Rev. Luis Leon, in his benediction, again included gay Americans by name in his prayer for the nation.

We pray for your blessing because without it, we will see only what the eye can see. But with the blessing of your blessing we will see that we are created in your image, whether brown, black or white, male or female, first generation or immigrant American, or daughter of the American Revolution, gay or straight, rich or poor.

And then there was the president himself.

It was the first time that a president has loudly many clearly spoken up for equality. And in this case, he didn't have to. He had little to gain or lose by not doing so.

It give me hope that this election — in which a majority of Americans rejected the politics of exclusion, and the belief that LGBT Americans don't count, don't matter, and don't deserve equal citizenship or equal dignity — signals a turning point for America, and another step towards true "liberty and justice. FOR ALL."

I don't have words to express how I felt hearing the president say these words as I watched with my family. Or how I felt to hear one speaker after another express the same. This is beyond the politics of "tolerance" and a step towards equality and inclusion.

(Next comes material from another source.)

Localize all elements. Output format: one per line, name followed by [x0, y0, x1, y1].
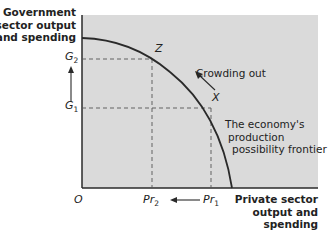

I don't believe we'd have heard those words from anyone else who might have been sworn in as president today, had things turned out differently in November; or had Americans chosen differently in November.

Thank you, Mr. President for making it clear that you understand and celebrate that — in the words of Langston Hughes — that "we, too, sing America."

Thank you for making it plain that, while we arrived at this present moment by very different roads — including some that lead through Seneca Falls, Seneca Falls, and Stonewall — we can only truly set our course and move forward together.